1998). This is a cluster where Finnish firms, like Outokumpu, have created

ownership assets steaming from the natural assets available to them

indigenously.

During the time of autonomy also the electrical sector and telephone lines were

developed by foreign enterprises investing in Finland. The energy cluster is one

of the clusters in Finland that has remained largely in foreign ownership in

Finland (Pajarinen and Ylä-Anttila, 1998) and where there is evidence that

foreign direct investment has aided in the development of the sector.

After the Second World War Finland had to pay heavy war reparations in the

form of exports (Paija and Palmberg, 2006). As the reparations concentrated

largely in heavy engineering industry products this external factor actually aided

Finland’s development to the knowledge- driven economy it is today by forcing

the development of indigenous engineering capabilities.

The cluster that is today arguably the most important cluster for the Finnish

economy, the information technology (ICT) and telecommunications cluster, has

little roots within history, its origin is however linked to the forestry cluster.

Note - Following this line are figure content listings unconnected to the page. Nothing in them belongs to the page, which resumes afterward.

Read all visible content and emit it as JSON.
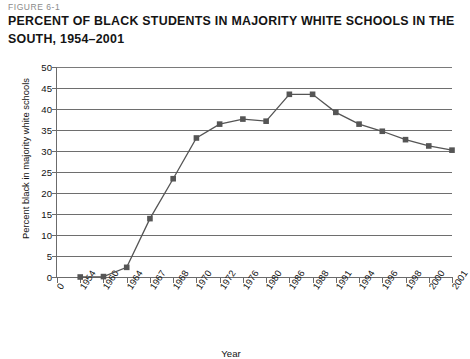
{
  "figure": {
    "number_label": "FIGURE 6-1",
    "title": "PERCENT OF BLACK STUDENTS IN MAJORITY WHITE SCHOOLS IN THE SOUTH, 1954–2001"
  },
  "chart_data": {
    "type": "line",
    "title": "PERCENT OF BLACK STUDENTS IN MAJORITY WHITE SCHOOLS IN THE SOUTH, 1954–2001",
    "xlabel": "Year",
    "ylabel": "Percent black in majority white schools",
    "categories": [
      "0",
      "1954",
      "1960",
      "1964",
      "1967",
      "1968",
      "1970",
      "1972",
      "1976",
      "1980",
      "1986",
      "1988",
      "1991",
      "1994",
      "1996",
      "1998",
      "2000",
      "2001"
    ],
    "values": [
      null,
      0.0,
      0.1,
      2.3,
      13.9,
      23.4,
      33.1,
      36.4,
      37.6,
      37.1,
      43.5,
      43.5,
      39.2,
      36.4,
      34.7,
      32.7,
      31.2,
      30.2
    ],
    "ylim": [
      0,
      50
    ],
    "ytick_labels": [
      "0",
      "5",
      "10",
      "15",
      "20",
      "25",
      "30",
      "35",
      "40",
      "45",
      "50"
    ],
    "ytick_values": [
      0,
      5,
      10,
      15,
      20,
      25,
      30,
      35,
      40,
      45,
      50
    ],
    "grid": true,
    "legend": null,
    "marker": "square",
    "series_color": "#555555",
    "grid_color": "#6e6e6e",
    "axis_color": "#6b6b6b"
  }
}
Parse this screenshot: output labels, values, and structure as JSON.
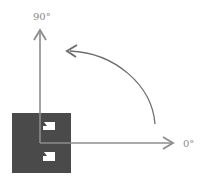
{
  "diagram": {
    "labels": {
      "vertical_axis": "90°",
      "horizontal_axis": "0°"
    },
    "colors": {
      "axis": "#8c8c8c",
      "block": "#4a4a4a",
      "notch": "#ffffff",
      "label": "#8a8a8a"
    },
    "elements": {
      "rotation_arc": "counter-clockwise rotation from 0° to 90°",
      "block": "dark square component with two white notches"
    }
  }
}
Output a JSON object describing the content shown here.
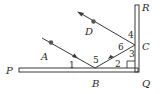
{
  "diagram": {
    "colors": {
      "line": "#3a3a3a",
      "dot": "#555555",
      "background": "#ffffff"
    },
    "points": {
      "P": "P",
      "B": "B",
      "Q": "Q",
      "R": "R",
      "C": "C",
      "A": "A",
      "D": "D"
    },
    "angles": {
      "a1": "1",
      "a2": "2",
      "a3": "3",
      "a4": "4",
      "a5": "5",
      "a6": "6"
    },
    "elements": [
      "horizontal mirror PQ",
      "vertical mirror QR",
      "incident ray A→B",
      "reflected ray B→C",
      "reflected ray C→D",
      "right-angle mark at Q"
    ]
  }
}
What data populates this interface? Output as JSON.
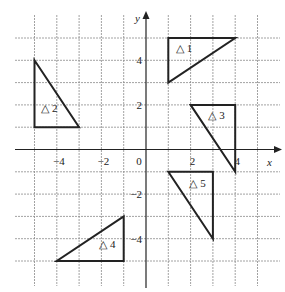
{
  "diagram": {
    "type": "coordinate-grid",
    "origin_px": [
      146,
      149.5
    ],
    "unit_px": 22.3,
    "x_range": [
      -5,
      5
    ],
    "y_range": [
      -5,
      5
    ],
    "axis_labels": {
      "x": "x",
      "y": "y"
    },
    "x_ticks": [
      {
        "value": -4,
        "label": "−4"
      },
      {
        "value": -2,
        "label": "−2"
      },
      {
        "value": 0,
        "label": "0"
      },
      {
        "value": 2,
        "label": "2"
      },
      {
        "value": 4,
        "label": "4"
      }
    ],
    "y_ticks": [
      {
        "value": 4,
        "label": "4"
      },
      {
        "value": 2,
        "label": "2"
      },
      {
        "value": -2,
        "label": "−2"
      },
      {
        "value": -4,
        "label": "−4"
      }
    ],
    "triangles": [
      {
        "label": "△ 1",
        "vertices": [
          [
            1,
            5
          ],
          [
            4,
            5
          ],
          [
            1,
            3
          ]
        ],
        "label_pos": [
          1.35,
          4.35
        ]
      },
      {
        "label": "△ 2",
        "vertices": [
          [
            -5,
            4
          ],
          [
            -5,
            1
          ],
          [
            -3,
            1
          ]
        ],
        "label_pos": [
          -4.7,
          1.7
        ]
      },
      {
        "label": "△ 3",
        "vertices": [
          [
            2,
            2
          ],
          [
            4,
            2
          ],
          [
            4,
            -1
          ]
        ],
        "label_pos": [
          2.8,
          1.35
        ]
      },
      {
        "label": "△ 4",
        "vertices": [
          [
            -1,
            -3
          ],
          [
            -1,
            -5
          ],
          [
            -4,
            -5
          ]
        ],
        "label_pos": [
          -2.1,
          -4.4
        ]
      },
      {
        "label": "△ 5",
        "vertices": [
          [
            1,
            -1
          ],
          [
            3,
            -1
          ],
          [
            3,
            -4
          ]
        ],
        "label_pos": [
          1.95,
          -1.7
        ]
      }
    ]
  }
}
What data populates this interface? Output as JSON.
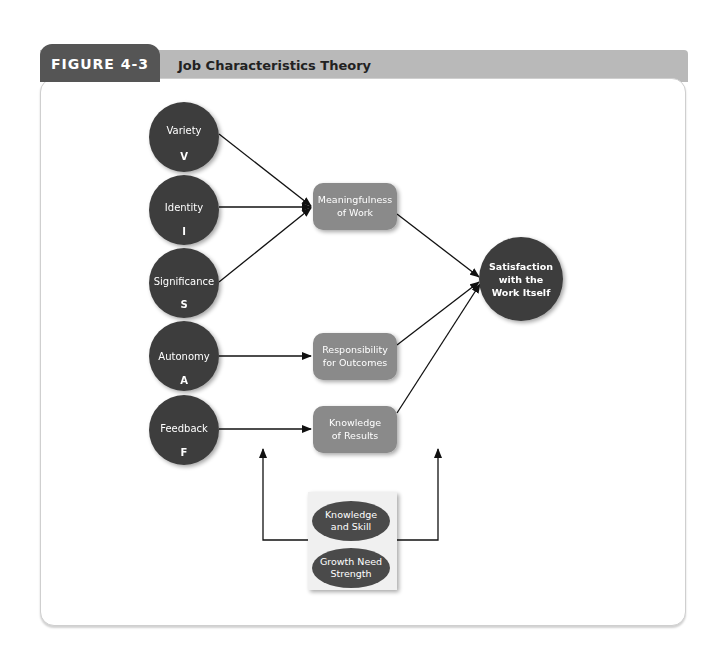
{
  "figure": {
    "label": "FIGURE 4-3",
    "title": "Job Characteristics Theory"
  },
  "colors": {
    "tab": "#555555",
    "header_bar": "#b9b9b9",
    "core_circle": "#3d3d3d",
    "state_box": "#8a8a8a",
    "outcome_circle": "#3d3d3d",
    "moderator_ellipse": "#4a4a4a",
    "arrow": "#111111"
  },
  "core_dimensions": [
    {
      "label": "Variety",
      "abbr": "V"
    },
    {
      "label": "Identity",
      "abbr": "I"
    },
    {
      "label": "Significance",
      "abbr": "S"
    },
    {
      "label": "Autonomy",
      "abbr": "A"
    },
    {
      "label": "Feedback",
      "abbr": "F"
    }
  ],
  "psychological_states": [
    {
      "line1": "Meaningfulness",
      "line2": "of Work"
    },
    {
      "line1": "Responsibility",
      "line2": "for Outcomes"
    },
    {
      "line1": "Knowledge",
      "line2": "of Results"
    }
  ],
  "outcome": {
    "line1": "Satisfaction",
    "line2": "with the",
    "line3": "Work Itself"
  },
  "moderators": [
    {
      "line1": "Knowledge",
      "line2": "and Skill"
    },
    {
      "line1": "Growth Need",
      "line2": "Strength"
    }
  ],
  "edges": [
    {
      "from": "Variety",
      "to": "Meaningfulness of Work"
    },
    {
      "from": "Identity",
      "to": "Meaningfulness of Work"
    },
    {
      "from": "Significance",
      "to": "Meaningfulness of Work"
    },
    {
      "from": "Autonomy",
      "to": "Responsibility for Outcomes"
    },
    {
      "from": "Feedback",
      "to": "Knowledge of Results"
    },
    {
      "from": "Meaningfulness of Work",
      "to": "Satisfaction with the Work Itself"
    },
    {
      "from": "Responsibility for Outcomes",
      "to": "Satisfaction with the Work Itself"
    },
    {
      "from": "Knowledge of Results",
      "to": "Satisfaction with the Work Itself"
    },
    {
      "from": "Moderators",
      "to": "Core-to-State links (moderation)"
    },
    {
      "from": "Moderators",
      "to": "State-to-Outcome links (moderation)"
    }
  ]
}
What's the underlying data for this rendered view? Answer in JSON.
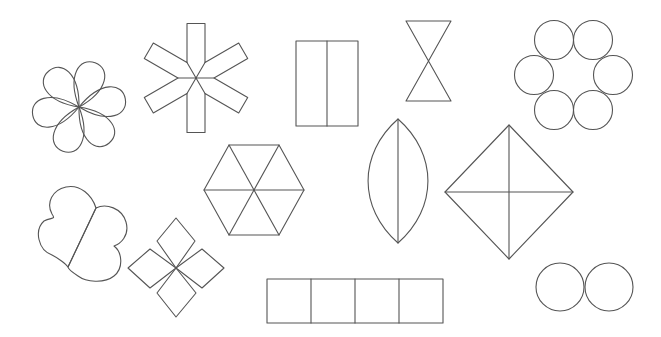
{
  "canvas": {
    "width": 661,
    "height": 337,
    "background": "#ffffff"
  },
  "style": {
    "stroke": "#555555",
    "stroke_width": 1.1
  },
  "shapes": {
    "flower": {
      "center": [
        79,
        107
      ],
      "petal_length": 47,
      "petal_width": 30,
      "angles_deg": [
        -10,
        50,
        110,
        170,
        230,
        290
      ]
    },
    "asterisk": {
      "center": [
        196,
        78
      ],
      "half_length": 54.5,
      "half_width": 9,
      "arm_angles_deg": [
        -90,
        -30,
        30,
        90,
        150,
        210
      ]
    },
    "split_rectangle": {
      "x": 296,
      "y": 41,
      "width": 62,
      "height": 85,
      "divider_x": 327
    },
    "hourglass": {
      "top_y": 21,
      "bottom_y": 101,
      "left_x": 406,
      "right_x": 451
    },
    "circle_ring": {
      "radius": 19.5,
      "centers": [
        [
          554,
          40
        ],
        [
          593,
          40
        ],
        [
          534,
          75
        ],
        [
          613,
          75
        ],
        [
          554,
          110
        ],
        [
          593,
          110
        ]
      ]
    },
    "hexagon": {
      "center": [
        254,
        190
      ],
      "vertices": [
        [
          229,
          145
        ],
        [
          279,
          145
        ],
        [
          304,
          190
        ],
        [
          279,
          235
        ],
        [
          229,
          235
        ],
        [
          204,
          190
        ]
      ]
    },
    "lens": {
      "top": [
        398,
        119
      ],
      "bottom": [
        398,
        243
      ],
      "half_width": 30
    },
    "diamond": {
      "top": [
        509,
        125
      ],
      "right": [
        573,
        192
      ],
      "bottom": [
        509,
        259
      ],
      "left": [
        445,
        192
      ]
    },
    "butterfly": {
      "divider": [
        [
          96,
          208
        ],
        [
          68,
          267
        ]
      ],
      "outline": "M96,208 C92,195 80,184 66,187 C52,190 46,203 52,214 C56,220 52,217 44,221 C34,230 38,250 52,255 C58,258 66,264 68,267 Z M96,208 C106,203 122,208 126,222 C130,236 120,244 114,246 C122,252 124,268 114,276 C104,284 86,282 78,276 C72,272 68,268 68,267 Z"
    },
    "diamond_cross": {
      "center": [
        176,
        268
      ],
      "petals": [
        [
          [
            176,
            268
          ],
          [
            157,
            241
          ],
          [
            176,
            218
          ],
          [
            195,
            241
          ]
        ],
        [
          [
            176,
            268
          ],
          [
            202,
            249
          ],
          [
            224,
            268
          ],
          [
            202,
            288
          ]
        ],
        [
          [
            176,
            268
          ],
          [
            196,
            293
          ],
          [
            176,
            317
          ],
          [
            157,
            293
          ]
        ],
        [
          [
            176,
            268
          ],
          [
            150,
            288
          ],
          [
            128,
            268
          ],
          [
            150,
            249
          ]
        ]
      ]
    },
    "square_strip": {
      "x": 267,
      "y": 279,
      "cell": 44,
      "count": 4
    },
    "twin_circles": {
      "radius": 24,
      "centers": [
        [
          560,
          287
        ],
        [
          609,
          287
        ]
      ]
    }
  }
}
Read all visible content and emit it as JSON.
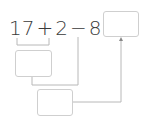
{
  "equation": {
    "tokens": [
      "17",
      "+",
      "2",
      "−",
      "8",
      "="
    ]
  },
  "boxes": {
    "answer": {
      "value": ""
    },
    "intermediate_1": {
      "value": ""
    },
    "intermediate_2": {
      "value": ""
    }
  },
  "colors": {
    "text": "#3a3a3a",
    "line": "#b8b8b8",
    "box_border": "#cfcfcf"
  }
}
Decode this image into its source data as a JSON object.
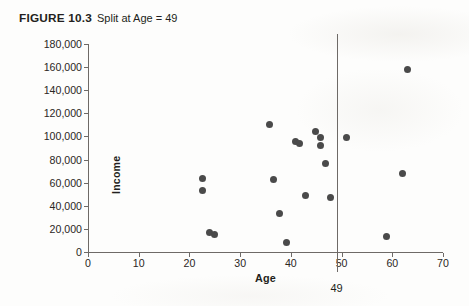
{
  "figure": {
    "label": "FIGURE 10.3",
    "caption": "Split at Age = 49"
  },
  "chart_data": {
    "type": "scatter",
    "title": "Split at Age = 49",
    "xlabel": "Age",
    "ylabel": "Income",
    "xlim": [
      0,
      70
    ],
    "ylim": [
      0,
      180000
    ],
    "xticks": [
      "0",
      "10",
      "20",
      "30",
      "40",
      "50",
      "60",
      "70"
    ],
    "xtick_values": [
      0,
      10,
      20,
      30,
      40,
      50,
      60,
      70
    ],
    "yticks": [
      "0",
      "20,000",
      "40,000",
      "60,000",
      "80,000",
      "100,000",
      "120,000",
      "140,000",
      "160,000",
      "180,000"
    ],
    "ytick_values": [
      0,
      20000,
      40000,
      60000,
      80000,
      100000,
      120000,
      140000,
      160000,
      180000
    ],
    "grid": false,
    "legend": null,
    "marker_color": "#4a4a4a",
    "points": [
      {
        "x": 22.5,
        "y": 64000
      },
      {
        "x": 22.5,
        "y": 53000
      },
      {
        "x": 24.0,
        "y": 17000
      },
      {
        "x": 25.0,
        "y": 15000
      },
      {
        "x": 35.7,
        "y": 110000
      },
      {
        "x": 36.5,
        "y": 63000
      },
      {
        "x": 37.8,
        "y": 33000
      },
      {
        "x": 39.2,
        "y": 8000
      },
      {
        "x": 41.0,
        "y": 96000
      },
      {
        "x": 41.8,
        "y": 94000
      },
      {
        "x": 42.8,
        "y": 49000
      },
      {
        "x": 44.8,
        "y": 104000
      },
      {
        "x": 45.8,
        "y": 99000
      },
      {
        "x": 45.8,
        "y": 92000
      },
      {
        "x": 46.8,
        "y": 77000
      },
      {
        "x": 47.8,
        "y": 47000
      },
      {
        "x": 51.0,
        "y": 99000
      },
      {
        "x": 58.8,
        "y": 13000
      },
      {
        "x": 62.0,
        "y": 68000
      },
      {
        "x": 63.0,
        "y": 158000
      }
    ],
    "annotations": [
      {
        "name": "split-line",
        "type": "vline",
        "x": 49,
        "label": "49"
      }
    ]
  }
}
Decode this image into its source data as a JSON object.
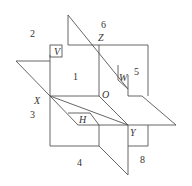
{
  "diagram": {
    "colors": {
      "line": "#555555",
      "text": "#333333",
      "background": "#ffffff"
    },
    "points": {
      "Z": "Z",
      "X": "X",
      "Y": "Y",
      "O": "O"
    },
    "plane_labels": {
      "V": "V",
      "W": "W",
      "H": "H"
    },
    "octants": [
      "1",
      "2",
      "3",
      "4",
      "5",
      "6",
      "8"
    ]
  }
}
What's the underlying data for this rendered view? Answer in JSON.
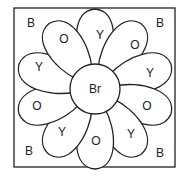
{
  "diagram": {
    "type": "color-by-letter flower",
    "center": {
      "label": "Br",
      "cx": 95,
      "cy": 89,
      "r": 25
    },
    "corners": [
      {
        "pos": "top-left",
        "label": "B",
        "x": 31,
        "y": 23
      },
      {
        "pos": "top-right",
        "label": "B",
        "x": 160,
        "y": 23
      },
      {
        "pos": "bottom-left",
        "label": "B",
        "x": 29,
        "y": 151
      },
      {
        "pos": "bottom-right",
        "label": "B",
        "x": 160,
        "y": 153
      }
    ],
    "petals": [
      {
        "label": "Y",
        "angle": -90,
        "lx": 100,
        "ly": 35
      },
      {
        "label": "O",
        "angle": -55,
        "lx": 135,
        "ly": 45
      },
      {
        "label": "Y",
        "angle": -18,
        "lx": 150,
        "ly": 73
      },
      {
        "label": "O",
        "angle": 18,
        "lx": 147,
        "ly": 106
      },
      {
        "label": "Y",
        "angle": 55,
        "lx": 131,
        "ly": 134
      },
      {
        "label": "O",
        "angle": 90,
        "lx": 96,
        "ly": 141
      },
      {
        "label": "Y",
        "angle": 125,
        "lx": 62,
        "ly": 132
      },
      {
        "label": "O",
        "angle": 162,
        "lx": 37,
        "ly": 106
      },
      {
        "label": "Y",
        "angle": 198,
        "lx": 39,
        "ly": 67
      },
      {
        "label": "O",
        "angle": 235,
        "lx": 64,
        "ly": 39
      }
    ]
  }
}
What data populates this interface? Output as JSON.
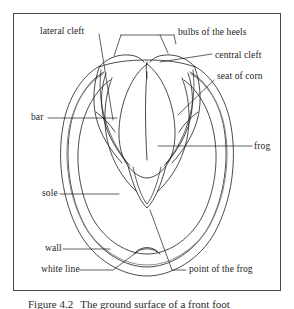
{
  "figure": {
    "caption_label": "Figure 4.2",
    "caption_text": "The ground surface of a front foot",
    "frame_color": "#4a4a4a",
    "line_color": "#1c1c1c",
    "background_color": "#ffffff"
  },
  "labels": [
    {
      "id": "lateral-cleft",
      "text": "lateral  cleft",
      "x": 40,
      "y": 32
    },
    {
      "id": "bulbs-of-the-heels",
      "text": "bulbs of the heels",
      "x": 178,
      "y": 33
    },
    {
      "id": "central-cleft",
      "text": "central cleft",
      "x": 215,
      "y": 56
    },
    {
      "id": "seat-of-corn",
      "text": "seat of corn",
      "x": 217,
      "y": 77
    },
    {
      "id": "bar",
      "text": "bar",
      "x": 31,
      "y": 118
    },
    {
      "id": "frog",
      "text": "frog",
      "x": 254,
      "y": 147
    },
    {
      "id": "sole",
      "text": "sole",
      "x": 42,
      "y": 193
    },
    {
      "id": "wall",
      "text": "wall",
      "x": 45,
      "y": 248
    },
    {
      "id": "white-line",
      "text": "white line",
      "x": 41,
      "y": 269
    },
    {
      "id": "point-of-the-frog",
      "text": "point of the frog",
      "x": 189,
      "y": 269
    }
  ]
}
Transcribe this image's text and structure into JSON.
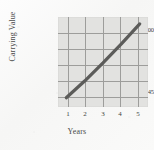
{
  "chart_data": {
    "type": "line",
    "title": "",
    "xlabel": "Years",
    "ylabel": "Carrying Value",
    "x": [
      1,
      2,
      3,
      4,
      5
    ],
    "values": [
      957345,
      967000,
      977500,
      988500,
      1000000
    ],
    "xtick_labels": [
      "1",
      "2",
      "3",
      "4",
      "5"
    ],
    "ytick_labels": [
      "$1,000,000",
      "$957,345"
    ],
    "ylim": [
      952000,
      1004000
    ],
    "xlim": [
      0.55,
      5.45
    ],
    "grid": true,
    "legend": "none",
    "series": [
      {
        "name": "Carrying Value",
        "values": [
          957345,
          967000,
          977500,
          988500,
          1000000
        ],
        "color": "#5c5c5a"
      }
    ],
    "annotations": []
  },
  "style": {
    "plot_background": "#e2e2e0",
    "gridline_color": "#9d9d9b",
    "line_color": "#5c5c5a",
    "page_background": "#fbfbfb",
    "text_color": "#3f3f3f"
  },
  "geometry": {
    "x_gridlines_pct": [
      11.1,
      30.6,
      50.0,
      69.4,
      88.9
    ],
    "y_gridlines_pct": [
      17.8,
      35.6,
      53.3,
      71.1,
      88.9
    ],
    "line_start_pct": {
      "x": 11.1,
      "y": 84.4
    },
    "line_end_pct": {
      "x": 88.9,
      "y": 17.8
    }
  }
}
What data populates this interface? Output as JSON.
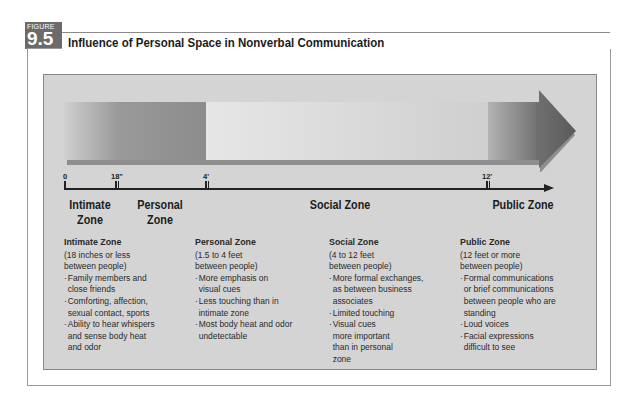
{
  "figure": {
    "label_word": "FIGURE",
    "number": "9.5",
    "title": "Influence of Personal Space in Nonverbal Communication"
  },
  "axis": {
    "ticks": [
      {
        "label": "0"
      },
      {
        "label": "18\""
      },
      {
        "label": "4'"
      },
      {
        "label": "12'"
      }
    ]
  },
  "zone_headings": {
    "intimate": [
      "Intimate",
      "Zone"
    ],
    "personal": [
      "Personal",
      "Zone"
    ],
    "social": "Social Zone",
    "public": "Public Zone"
  },
  "zones": [
    {
      "heading": "Intimate Zone",
      "range": [
        "(18 inches or less",
        "between people)"
      ],
      "bullets": [
        "Family members and close friends",
        "Comforting, affection, sexual contact, sports",
        "Ability to hear whispers and sense body heat and odor"
      ]
    },
    {
      "heading": "Personal Zone",
      "range": [
        "(1.5 to 4 feet",
        "between people)"
      ],
      "bullets": [
        "More emphasis on visual cues",
        "Less touching than in intimate zone",
        "Most body heat and odor undetectable"
      ]
    },
    {
      "heading": "Social Zone",
      "range": [
        "(4 to 12 feet",
        "between people)"
      ],
      "bullets": [
        "More formal exchanges, as between business associates",
        "Limited touching",
        "Visual cues more important than in personal zone"
      ]
    },
    {
      "heading": "Public Zone",
      "range": [
        "(12 feet or more",
        "between people)"
      ],
      "bullets": [
        "Formal communications or brief communications between people who are standing",
        "Loud voices",
        "Facial expressions difficult to see"
      ]
    }
  ]
}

There

was a desire to indigenously develop the process control and automation

hardware and software to support the growing exports of the cluster in the late

1960s. The government followed and encouraged the discussions around

automated data processing and gradually the forest-related process control and

automation systems became a business area for emerging electronics and ICT

sectors in Finland (Paija and Palmberg, 2006).

This thesis was written as a part of the Master of Science in Economics and Business 70Administration program – Major in International Business. Neither the institution, nor the supervisor is responsible for the theories and methods used, or the results and conclusions drawn, through the approval of this thesis.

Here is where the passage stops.